I don’t know if I’ll ever come to terms with Loose Shoes. I don’t know if I can ever reconcile with some of the things I saw because I forced myself to watch this movie. The scenes I mentioned will stick with me well after I’ve finished this post. I don’t like knowing that. I don’t like that I will forever be thinking about how they thought it would be a good idea to put the Bad News Bears into a sex comedy. Ugh.
I’ve seen a lot of bad movies in my time. I’ve got this entire blog devoted to writing about watching bad movies. It’s about learning from bad movies. Loose Shoes might not be the worst of the worst that I’ve seen. But it’s up there with the likes of Chicks Dig Gay Guys and The $cheme for making some subject matter that they maybe should have just stayed away from. I guess it at least gave me an idea for another topic later on down the road. I could write about the movies I’ve watched for this blog that tried to make the audience appreciate abhorrent material. Perhaps I’ll come up with a better way to describe that. Now I’m just brainstorming with myself.
Thank you for attending this session of “I Don’t Know How to Come to Terms with What I Just Watched.” I’ve been your host and writer, Jesse, and hopefully the next movie I write about will be a little more entertaining.

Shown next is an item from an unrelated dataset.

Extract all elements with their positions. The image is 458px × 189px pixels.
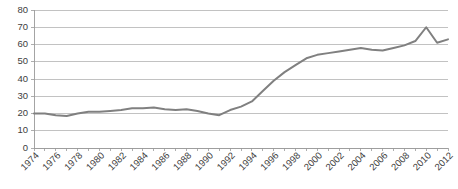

These notes are probably better than the movie was:
- At the end of this post, I mentioned Chicks Dig Gay Guys and The $cheme.
- I made note that Howard Hesseman was in Loose Shoes. He was also in Police Academy 2: Their First Assignment and All About Steve.
- Anson Downes and Murphy Dunne were in both Perfect and Loose Shoes.
- Lewis Arquette returned to Sunday “Bad” Movies with Loose Shoes, after first appearing in Chopper Chicks in Zombietown.
- Sandy Helberg acted in Loose Shoes as well as Mortal Kombat.
- Loose Shoes featured Sandy Helberg from Zombeavers.
- You might have noticed Howard Storm in Loose Shoes. He would go on to be in Valentine’s Day.
- Harry Shearer narrated some of Loose Shoes. He had a role in Godzilla.
- New Year’s Evil and Loose Shoes both had performances from Louisa Moritz.
- Billy Curtis showed up in Loose Shoes after first showing up in The Terror of Tiny Town.
- One of the more recognizable people in Loose Shoes was Avery Schreiber, who was in Galaxina.
- Finally, two actors from the Maniac Cop series were in Loose Shoes. Rod Gist was in Maniac Cop 2 and Joshua Weisel was in Maniac Cop 3: Badge of Silence.
- Have you seen Loose Shoes? What did you think? Did you like anything about it? Let me know in the comments, or hit me up on Bluesky or Threads.
- You can use the comments, Bluesky, or Threads to let me know what movies I should be checking out for Sunday “Bad” Movies. Open my eyes to what I might not know about.
- And that leads me up to the next post. I know the movie I’ll be checking out. It’s a little horror flick called Terror at Blood Fart Lake. I’m not sure what I’m going to write. I’m not even sure when the post will be ready. My week off from work is over, so it might be a slightly longer time than having three posts within a month, with two of them being the same day. I’ll see you when it goes up, though.